Review: Many happy returns to Los Angeles imprint Friends of Friends, which with this expansive compilation notches up a decade of championing "one of a kind artists working to find new ways of connecting the digital and analog worlds". The weighty, 20-track collection naturally offers a great snapshot of the label's distinctive musical headspace, languidly strolling between woozy, semi-acoustic trip-hop beats (Somi & Haris Cole), evocative cinematic soundscapes (Cuddle Formation), drowsy redlined ambience (Deru), jazzy warmth (Sweatson Klank), loose-limbed bluesy dub disco (James Alexander Bright), atmospheric, post-house dancefloor shufflers (Keep Shelly In Athens) and buzzing, percussion-driven mutations of leftfield bass music (Slete Catorce).
Review: Indian Wells is Calabrian producer Pietro Iannuzzi, who presents his third album via Los Angeles based Friends Of Friends. Across a range of artfully composed and emotive tracks, the album, entitled Where The World Ends, channels feelings of geographical, social and political isolation formed from borders both ageless and imposed. Choirs of wordless vocals provide a universal element of communication throughout; breaking down barriers of language, creating connections and crossing borders. Lead single "Cascades" is spiritual and evocative deep house on the techier tip, which will appeal to like minded sounds on esteemed imprints like Crosstown Rebels or All Day I Dream. The second single is the title track, and shows a moodier side to Iannuzzi which could get airtime in Berlin's top clubs: calling to mind the trendy sounds of local labels like Stil Vor Talent or Kindisch. Mixed at Sudestudio near Lecce, (Puglia) by local songstress Matilde Davoli.
Review: Slowly building a devoted following with his unique take on electronic music, Boston's M.O.O.N.'s debut full length traverses a wide range of emotive synthesizer music by forgoing the usual dance music formulas for freer arrangements and lush instrumentation. While the rhythms are rooted in variants of house, boogie, and synth-pop, the album never tips it's hand stylistically in any particular direction. This results in a playful balance of retro sounds and futuristic ideas highlighting a deft melodic sensibility. Highlights include the deep sax driven drifter "Time", the ethereal punk funk of "Jon F" or the Kompakt style techno-pop of "Alicia".
Review: When Shlohmo first released Bad Vibes on Friends Of Friends, back in 2011, the album and the sounds contained within it felt fresh and provocative. The style ran in parallel with the emergence of post-dubstep, and worked well alongside the works of producers like James Blake, but it was very much its own thing, an experimental sort of nu-jazz that is still sounding game-changing today. This reissue is a fifth anniversary edition, and it's as vast and majestic as we remember it; with twenty-three tracks to lose yourself in, Shlohmo provides a wonderfully curated palette of moods and artistic directions, from lo-fi broken beat, through to glitchy, instrumental hip-hop, and plenty of explorative ambient. It's a mood album, one that must be heard in its entirety, and surely up there with the likes of Caribou's Swim or Flying Lotus' Cosmogramma. Excellent.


What you should do: Keep the pictures out of the copy and repeat the records exactly.

Data shown:
=-=-=-=-=

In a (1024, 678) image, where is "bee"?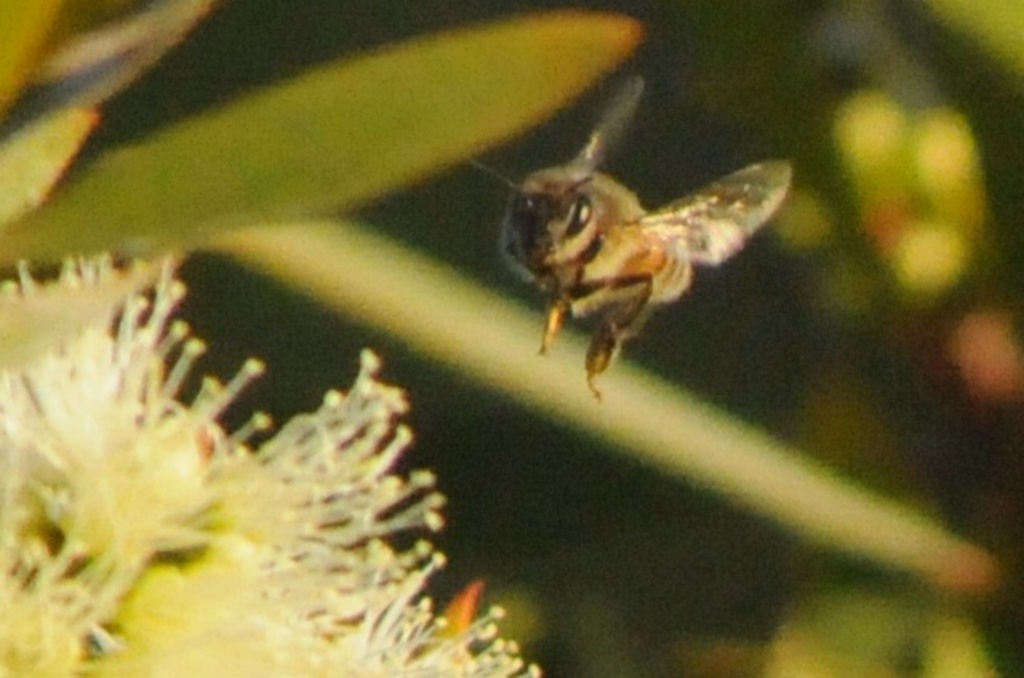
[474,91,805,435].
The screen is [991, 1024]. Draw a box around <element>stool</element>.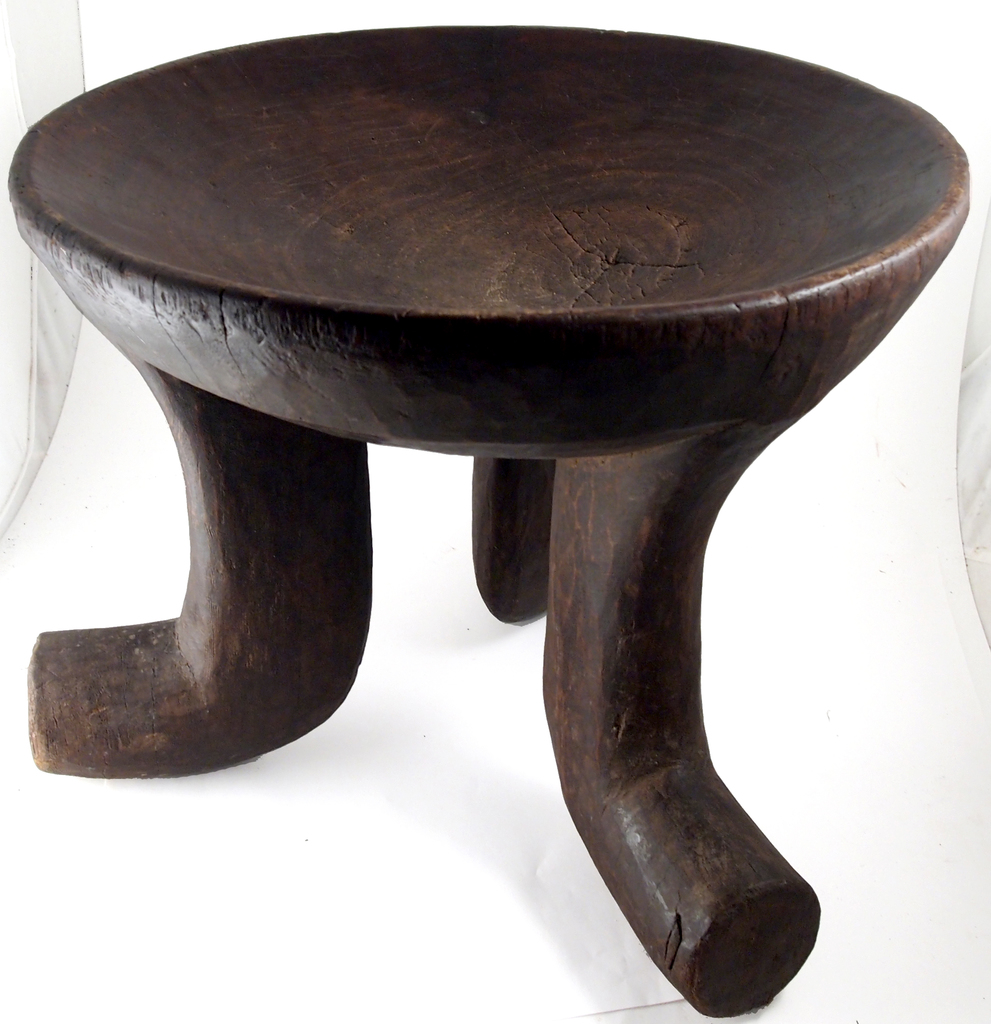
left=7, top=25, right=965, bottom=1010.
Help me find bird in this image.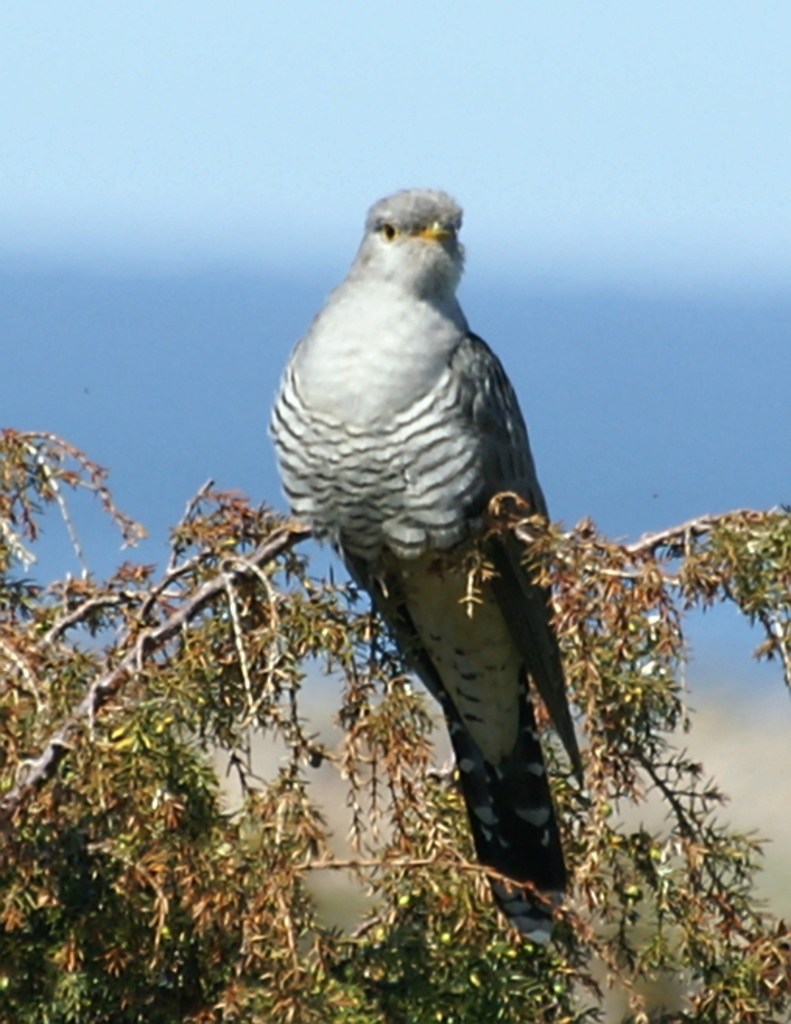
Found it: rect(252, 187, 585, 901).
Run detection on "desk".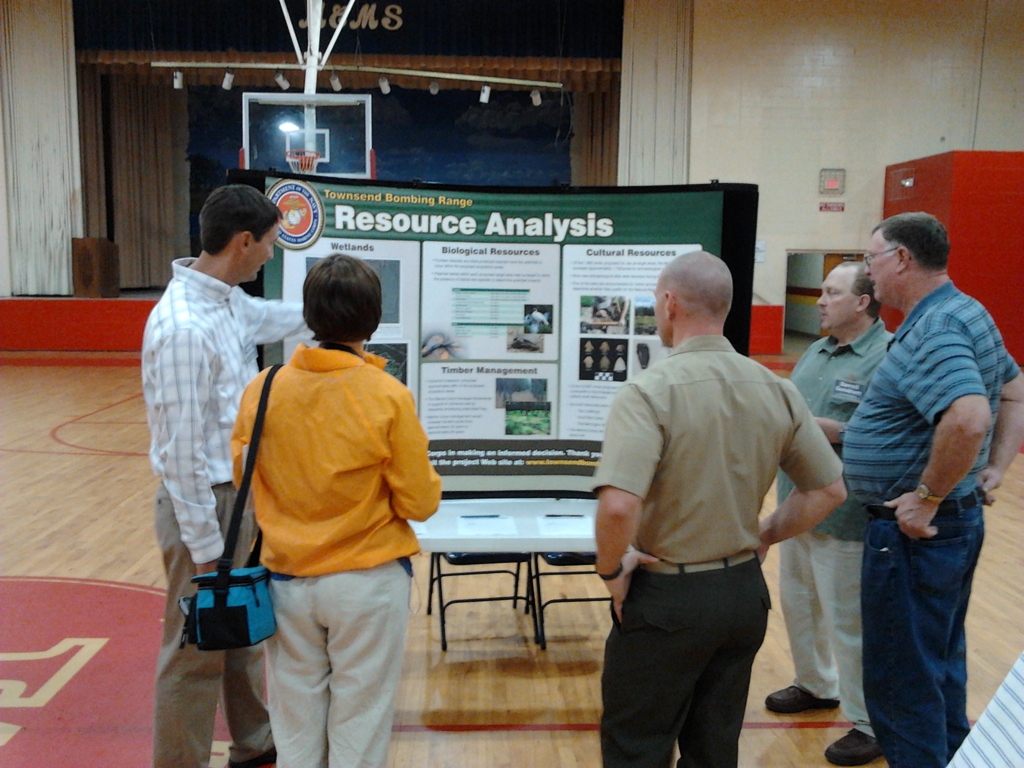
Result: [x1=404, y1=499, x2=601, y2=646].
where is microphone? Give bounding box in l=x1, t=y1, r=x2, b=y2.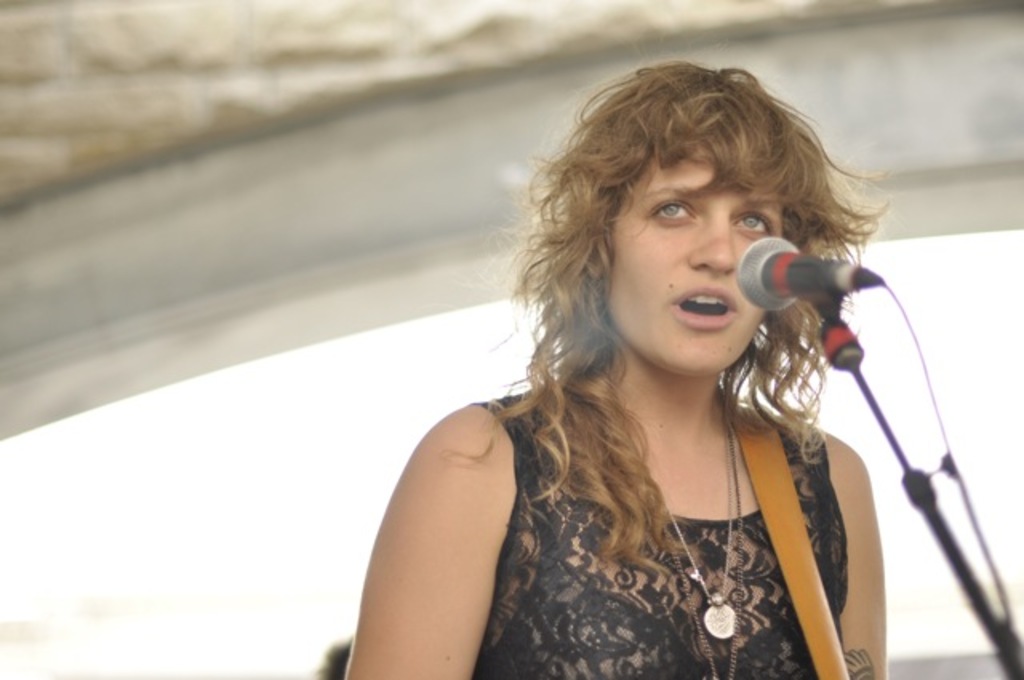
l=733, t=232, r=883, b=310.
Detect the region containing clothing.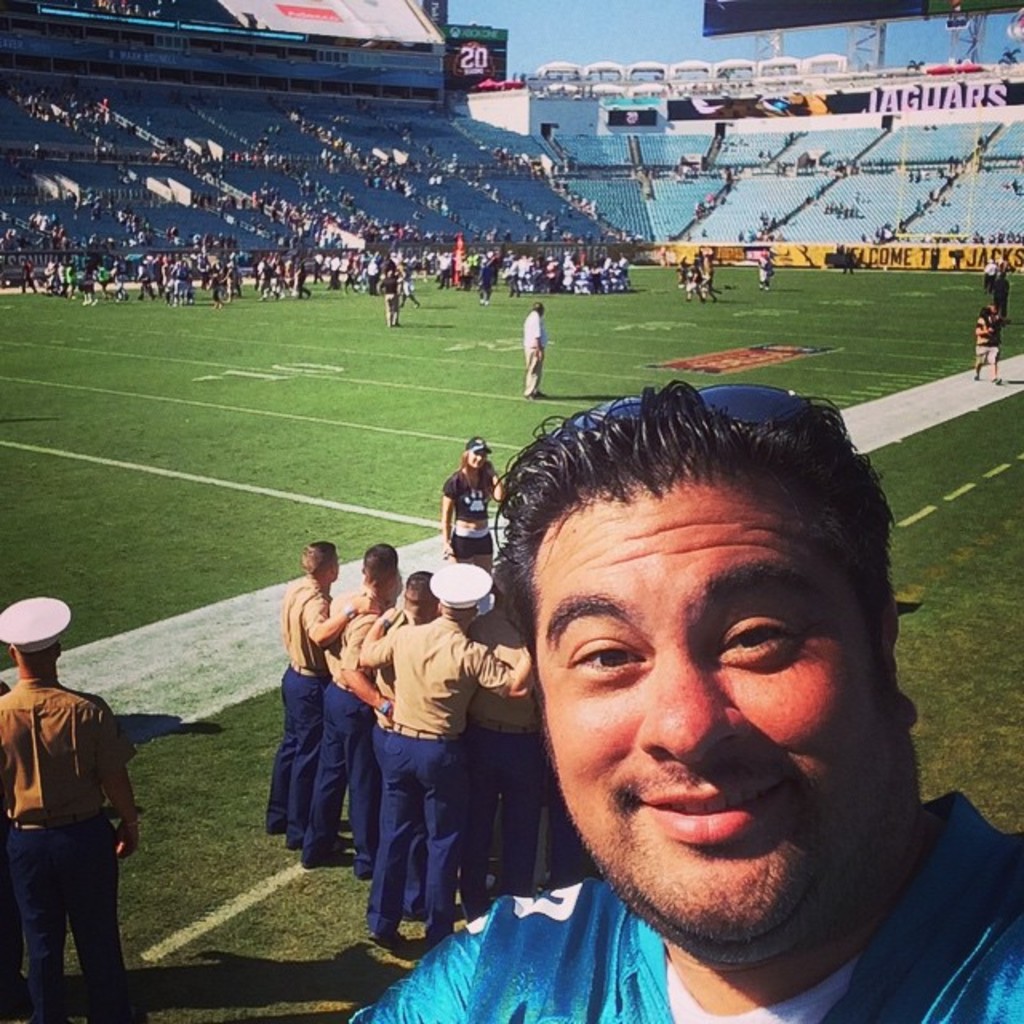
bbox=[994, 272, 1010, 315].
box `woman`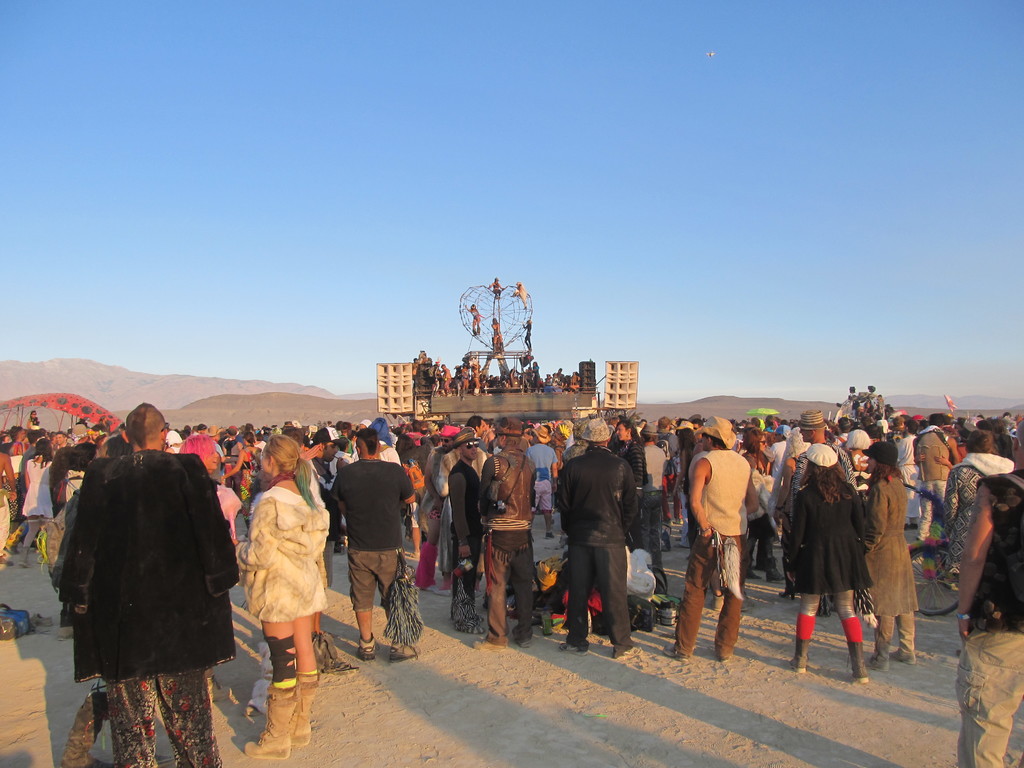
<bbox>244, 421, 256, 434</bbox>
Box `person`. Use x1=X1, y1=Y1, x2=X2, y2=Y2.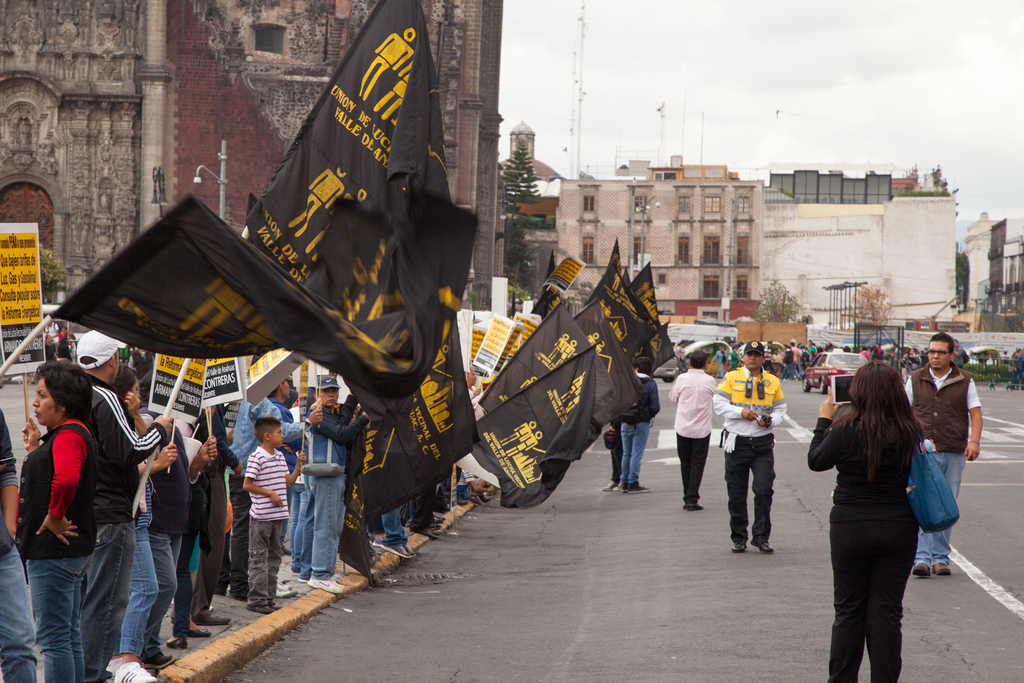
x1=728, y1=340, x2=747, y2=368.
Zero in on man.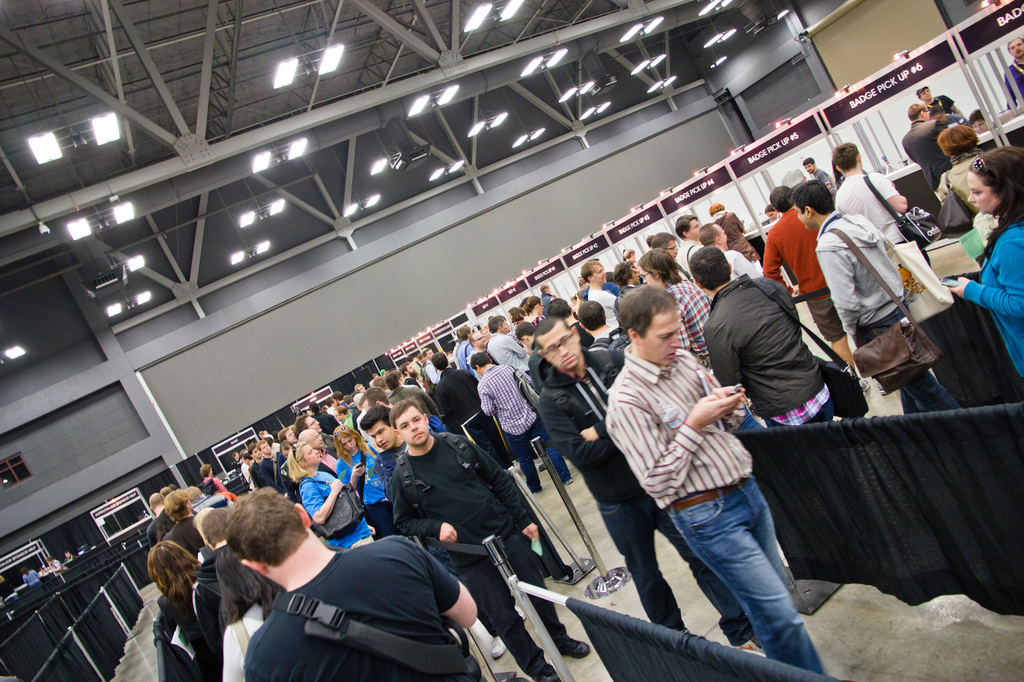
Zeroed in: x1=249, y1=445, x2=265, y2=486.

=-=-=-=-=

Response:
In a (1024, 678) image, where is "bee"?
[474,91,805,435].
The screen is [991, 1024]. Draw a box around <element>stool</element>.
left=7, top=25, right=965, bottom=1010.
Help me find bird in this image.
Found it: rect(252, 187, 585, 901).
Run detection on "desk".
Result: [x1=404, y1=499, x2=601, y2=646].
where is microphone? Give bounding box in l=x1, t=y1, r=x2, b=y2.
l=733, t=232, r=883, b=310.
Detect the region containing clothing.
bbox=[994, 272, 1010, 315].
box `woman`
<bbox>244, 421, 256, 434</bbox>
Box `person`. Use x1=X1, y1=Y1, x2=X2, y2=Y2.
x1=728, y1=340, x2=747, y2=368.
Zero in on man.
Zeroed in: x1=249, y1=445, x2=265, y2=486.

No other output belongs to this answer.